I agree with Goldwasser. The mentor-for-hire is there for the money, not you. This means there’s no real attempt to foster genuine connection. Without genuine connection, a mentor’s advice can never be truly specific to you and your unique situation. It can only be general — and if you want general advice, plenty of people give that away for free on the Internet.

So, What Do You Want in a Mentor?

I’m not just here to dissuade you from paying for a mentor. I also want to help you figure out how you can find a great mentor with whom you can build a strong personal relationship. To do that, we need to figure out what you should look for in a mentor. I’m going to use my own relationship with a woman whom I consider a mentor to illustrate what a good mentoring relationship looks like.

There are a few people in my life who have served as mentors, but I’m going to focus today on a creative writing professor I had as an undergrad. For the sake of her anonymity, we’ll call her Prof. M.

So, without further ado, here are the traits of a good mentoring relationship:

  1. A mentor should know you professionally.

I studied literature and creative writing as an undergrad, with a focus on poetry (who even does that?). Creative writing classes were set up as small workshops, with a student-professor ratio of about 10 to 1. Each week, we’d bring out work, share it with the class, and then discuss the presented work.

These small classes made it easy for Prof. M to get to know me as a poet — what sort of things did I write? What sort of things did I want to write? Where did I want to go with poetry? In short, she knew my professional self, which meant she could guide me in ways that were relevant to my professional life.

2. A mentor should know you personally.

But it’s not enough for a mentor to just know you as a professional — they need to know you as a person. Your personal and professional lives are not separate. They deeply influence one another, and often times they become totally intertwined. The best mentors, then, will be able to help you out when it comes to both the personal and the professional.

Prof. M was one of those mentors. She always encouraged me to stop by her office hours and chat. Sure, we talked a lot about poetry, but we also talked about life.

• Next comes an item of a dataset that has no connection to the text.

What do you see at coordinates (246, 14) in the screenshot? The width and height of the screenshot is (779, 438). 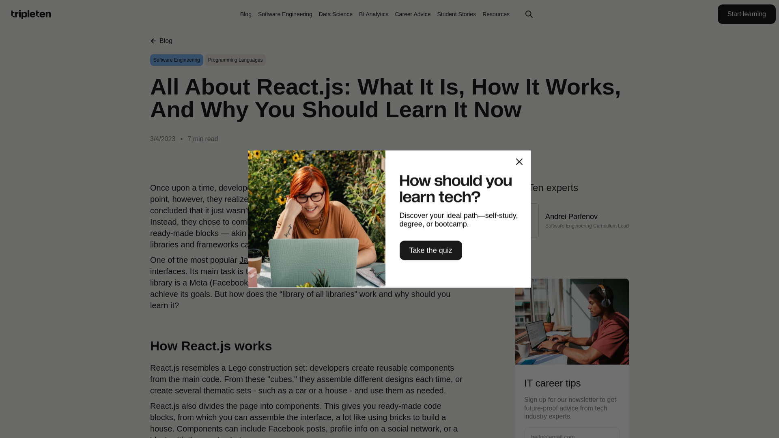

She helped me through a lot of rough times and showed a genuine interest in me as a human being.

3. A mentor should care about you … 

Youdon’t want a mentor who is in it for the paycheck. You don’t want someone to just sit across the table from you because it’s their job. You want a mentor who talks with you because they like you. They care about you. They want you to succeed.

That was Prof. M. If she were strictly in it for the paycheck, she would have limited her interactions with students to the classroom. But she didn’t. Her office was always open. She reached out via social media, email, and phone calls. She kept up with us and the developments in our lives. She genuinely wanted to know us and help us.

4. … and you should care about your mentor.

Thebest mentorships are two-way streets — more like friendships than hierarchies. You should care just as much about your mentor as they care about you. You should know them as well as they know you. You should build the kind of relationship where you learn from each other.

I can say with certainty that I care about Prof. M, and I know her fairly well. We still keep up Facebook (though, she’s good at disappearing for long periods of time).

I can only hope I’ve helped her in some way, though I doubt I’ll ever be able to help her grow as much as she’s helped me over the years.

A Final Note

There’s one criteria I didn’t include on the list because, I think, it goes without saying: your mentor should be an expert in their field. They should know what they’re talking about. I’m fairly certain we all know that already. That’s what got us into the paying-for-mentorship mess in the first place: people shelling out cash to talk to the experts.

But an expert mastery of a field is only the most basic of mentor criteria. If you want a mentorship that will really help you grow, you’ll need to build the kind of relationship I talked about above.